Vishing, Phishing & MFA Attacks Target Enterprise Identity Systems
Credential theft and social engineering attacks are scaling rapidly. Discover the latest threats and how to strengthen your human firewall against modern phishing.
Quantify and reduce human risk
Simulate real phishing attacks
Training moments, courses & SCORM
Use included LMS or your own
Email scanning & reporting
Threat identification & mitigation
Simplify platform management
Your data, your way
Although there is value in onsite social engineering, for the money offsite social engineering, such as that provided by PhishingBox is much more cost effective. Only in rare circumstances, will attackers attempt anything that require their physical presence. As such, most organizations do not need onsite testing.
According to a recent study commissioned by Check Point Software Technologies Ltd, forty-seven (47) percent of social engineering attacks are via phishing. (The Risks of Social Engineering on Information Security: A survey of IT Professionals)
Running simulated phishing tests will determine your employees' susceptibility to social engineering and phishing scams. Train your employees and help them identify spear phishing and ransomware attacks.
Credential theft and social engineering attacks are scaling rapidly. Discover the latest threats and how to strengthen your human firewall against modern phishing.
Explore the latest phishing threats, including MFA bypass kits, fake CAPTCHA malware, and AI-driven scams, and how organizations can reduce social engineering risk.
Social engineering is accelerating in 2026, with attackers shifting from malware to manipulating people through voice calls, phishing emails, and AI-powered deception. From enterprise vishing campaigns stealing SSO and MFA credentials to global cyberespionage operations and large-scale breaches triggered by a single employee interaction, trust exploitation remains the primary entry point. As emerging economies and cloud-driven organizations expand their digital footprint, identity deception, impersonation, and voice-based attacks are becoming dominant threats—proving that the human element is still the most targeted vulnerability in cybersecurity.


▶ YOUR OBJECTIVE:
The entries below need to be transcribed verbatim.

-------- SOURCE DATA

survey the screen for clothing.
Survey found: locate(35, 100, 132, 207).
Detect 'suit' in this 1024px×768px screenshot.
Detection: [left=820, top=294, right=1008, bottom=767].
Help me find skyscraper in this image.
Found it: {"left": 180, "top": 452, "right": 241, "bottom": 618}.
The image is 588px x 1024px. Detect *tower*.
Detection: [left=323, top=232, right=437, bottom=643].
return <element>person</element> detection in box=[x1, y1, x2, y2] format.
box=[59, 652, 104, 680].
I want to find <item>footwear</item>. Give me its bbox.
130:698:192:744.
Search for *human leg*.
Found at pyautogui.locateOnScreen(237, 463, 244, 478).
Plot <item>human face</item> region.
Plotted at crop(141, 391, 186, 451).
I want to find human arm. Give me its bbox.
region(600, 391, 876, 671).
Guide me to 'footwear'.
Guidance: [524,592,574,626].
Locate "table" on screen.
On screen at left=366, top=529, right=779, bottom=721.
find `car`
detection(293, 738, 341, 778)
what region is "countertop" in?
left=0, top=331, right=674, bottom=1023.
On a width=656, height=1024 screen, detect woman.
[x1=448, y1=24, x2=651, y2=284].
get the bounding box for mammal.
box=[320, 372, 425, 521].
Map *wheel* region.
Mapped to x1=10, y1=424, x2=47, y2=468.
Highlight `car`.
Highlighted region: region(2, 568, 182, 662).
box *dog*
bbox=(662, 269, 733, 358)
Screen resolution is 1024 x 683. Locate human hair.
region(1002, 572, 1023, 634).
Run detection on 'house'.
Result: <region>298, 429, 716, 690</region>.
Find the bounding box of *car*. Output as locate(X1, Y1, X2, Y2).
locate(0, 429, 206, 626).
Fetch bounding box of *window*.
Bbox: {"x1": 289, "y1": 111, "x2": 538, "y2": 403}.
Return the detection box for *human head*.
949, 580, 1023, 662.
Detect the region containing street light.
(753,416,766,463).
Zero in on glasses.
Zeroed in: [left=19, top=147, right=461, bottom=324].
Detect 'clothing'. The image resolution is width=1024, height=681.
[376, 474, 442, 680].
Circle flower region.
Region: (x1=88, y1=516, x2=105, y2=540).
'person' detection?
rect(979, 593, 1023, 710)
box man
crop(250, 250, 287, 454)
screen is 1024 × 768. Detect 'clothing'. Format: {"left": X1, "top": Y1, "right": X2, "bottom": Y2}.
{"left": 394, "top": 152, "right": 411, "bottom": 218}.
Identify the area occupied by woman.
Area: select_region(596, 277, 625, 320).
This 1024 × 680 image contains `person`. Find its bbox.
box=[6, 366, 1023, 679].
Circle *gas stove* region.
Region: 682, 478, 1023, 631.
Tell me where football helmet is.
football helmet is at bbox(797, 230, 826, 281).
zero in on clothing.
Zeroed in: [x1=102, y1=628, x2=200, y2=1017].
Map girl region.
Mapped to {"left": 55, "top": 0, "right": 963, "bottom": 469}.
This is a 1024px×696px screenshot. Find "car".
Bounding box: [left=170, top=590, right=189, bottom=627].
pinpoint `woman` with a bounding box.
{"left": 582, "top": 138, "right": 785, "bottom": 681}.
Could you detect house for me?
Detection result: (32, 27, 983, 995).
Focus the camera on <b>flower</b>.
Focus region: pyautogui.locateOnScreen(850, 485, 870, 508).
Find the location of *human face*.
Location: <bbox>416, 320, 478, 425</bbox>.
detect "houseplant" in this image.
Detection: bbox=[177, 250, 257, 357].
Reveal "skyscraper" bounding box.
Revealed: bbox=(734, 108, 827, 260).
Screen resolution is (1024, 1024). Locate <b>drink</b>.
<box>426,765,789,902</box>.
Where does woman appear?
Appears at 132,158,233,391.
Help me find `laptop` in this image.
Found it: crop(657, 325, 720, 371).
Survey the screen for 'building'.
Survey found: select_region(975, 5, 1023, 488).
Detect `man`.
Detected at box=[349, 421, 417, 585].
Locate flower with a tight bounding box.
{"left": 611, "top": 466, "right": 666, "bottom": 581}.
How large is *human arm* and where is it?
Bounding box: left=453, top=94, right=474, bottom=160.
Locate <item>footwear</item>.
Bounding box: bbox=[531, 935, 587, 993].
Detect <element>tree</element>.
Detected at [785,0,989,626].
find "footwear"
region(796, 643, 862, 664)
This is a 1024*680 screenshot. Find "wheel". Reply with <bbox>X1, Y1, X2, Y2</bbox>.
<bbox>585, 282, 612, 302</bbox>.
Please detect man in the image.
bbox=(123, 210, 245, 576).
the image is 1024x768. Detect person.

----------------

▶ RESPONSE:
survey the screen for clothing.
Survey found: locate(35, 100, 132, 207).
Detect 'suit' in this 1024px×768px screenshot.
Detection: [left=820, top=294, right=1008, bottom=767].
Help me find skyscraper in this image.
Found it: {"left": 180, "top": 452, "right": 241, "bottom": 618}.
The image is 588px x 1024px. Detect *tower*.
Detection: [left=323, top=232, right=437, bottom=643].
return <element>person</element> detection in box=[x1, y1, x2, y2] format.
box=[59, 652, 104, 680].
I want to find <item>footwear</item>. Give me its bbox.
130:698:192:744.
Search for *human leg*.
Found at pyautogui.locateOnScreen(237, 463, 244, 478).
Plot <item>human face</item> region.
Plotted at crop(141, 391, 186, 451).
I want to find human arm. Give me its bbox.
region(600, 391, 876, 671).
Guide me to 'footwear'.
Guidance: [524,592,574,626].
Locate "table" on screen.
On screen at left=366, top=529, right=779, bottom=721.
find `car`
detection(293, 738, 341, 778)
what region is "countertop" in?
left=0, top=331, right=674, bottom=1023.
On a width=656, height=1024 screen, detect woman.
[x1=448, y1=24, x2=651, y2=284].
get the bounding box for mammal.
box=[320, 372, 425, 521].
Map *wheel* region.
Mapped to x1=10, y1=424, x2=47, y2=468.
Highlight `car`.
Highlighted region: region(2, 568, 182, 662).
box *dog*
bbox=(662, 269, 733, 358)
Screen resolution is 1024 x 683. Locate human hair.
region(1002, 572, 1023, 634).
Run detection on 'house'.
Result: <region>298, 429, 716, 690</region>.
Find the bounding box of *car*. Output as locate(X1, Y1, X2, Y2).
locate(0, 429, 206, 626).
Fetch bounding box of *window*.
Bbox: {"x1": 289, "y1": 111, "x2": 538, "y2": 403}.
Return the detection box for *human head*.
949, 580, 1023, 662.
Detect the region containing street light.
(753,416,766,463).
Zero in on glasses.
Zeroed in: [left=19, top=147, right=461, bottom=324].
Detect 'clothing'. The image resolution is width=1024, height=681.
[376, 474, 442, 680].
Circle flower region.
Region: (x1=88, y1=516, x2=105, y2=540).
'person' detection?
rect(979, 593, 1023, 710)
box man
crop(250, 250, 287, 454)
screen is 1024 × 768. Detect 'clothing'. Format: {"left": X1, "top": Y1, "right": X2, "bottom": Y2}.
{"left": 394, "top": 152, "right": 411, "bottom": 218}.
Identify the area occupied by woman.
Area: select_region(596, 277, 625, 320).
This 1024 × 680 image contains `person`. Find its bbox.
box=[6, 366, 1023, 679].
Circle *gas stove* region.
Region: 682, 478, 1023, 631.
Tell me where football helmet is.
football helmet is at bbox(797, 230, 826, 281).
zero in on clothing.
Zeroed in: [x1=102, y1=628, x2=200, y2=1017].
Map girl region.
Mapped to {"left": 55, "top": 0, "right": 963, "bottom": 469}.
This is a 1024px×696px screenshot. Find "car".
Bounding box: [left=170, top=590, right=189, bottom=627].
pinpoint `woman` with a bounding box.
{"left": 582, "top": 138, "right": 785, "bottom": 681}.
Could you detect house for me?
Detection result: (32, 27, 983, 995).
Focus the camera on <b>flower</b>.
Focus region: pyautogui.locateOnScreen(850, 485, 870, 508).
Find the location of *human face*.
Location: <bbox>416, 320, 478, 425</bbox>.
detect "houseplant" in this image.
Detection: bbox=[177, 250, 257, 357].
Reveal "skyscraper" bounding box.
Revealed: bbox=(734, 108, 827, 260).
Screen resolution is (1024, 1024). Locate <b>drink</b>.
<box>426,765,789,902</box>.
Where does woman appear?
Appears at 132,158,233,391.
Help me find `laptop` in this image.
Found it: crop(657, 325, 720, 371).
Survey the screen for 'building'.
Survey found: select_region(975, 5, 1023, 488).
Detect `man`.
Detected at box=[349, 421, 417, 585].
Locate flower with a tight bounding box.
{"left": 611, "top": 466, "right": 666, "bottom": 581}.
How large is *human arm* and where is it?
Bounding box: left=453, top=94, right=474, bottom=160.
Locate <item>footwear</item>.
Bounding box: bbox=[531, 935, 587, 993].
Detect <element>tree</element>.
Detected at [785,0,989,626].
find "footwear"
region(796, 643, 862, 664)
This is a 1024*680 screenshot. Find "wheel". Reply with <bbox>X1, Y1, X2, Y2</bbox>.
<bbox>585, 282, 612, 302</bbox>.
Please detect man in the image.
bbox=(123, 210, 245, 576).
the image is 1024x768. Detect person.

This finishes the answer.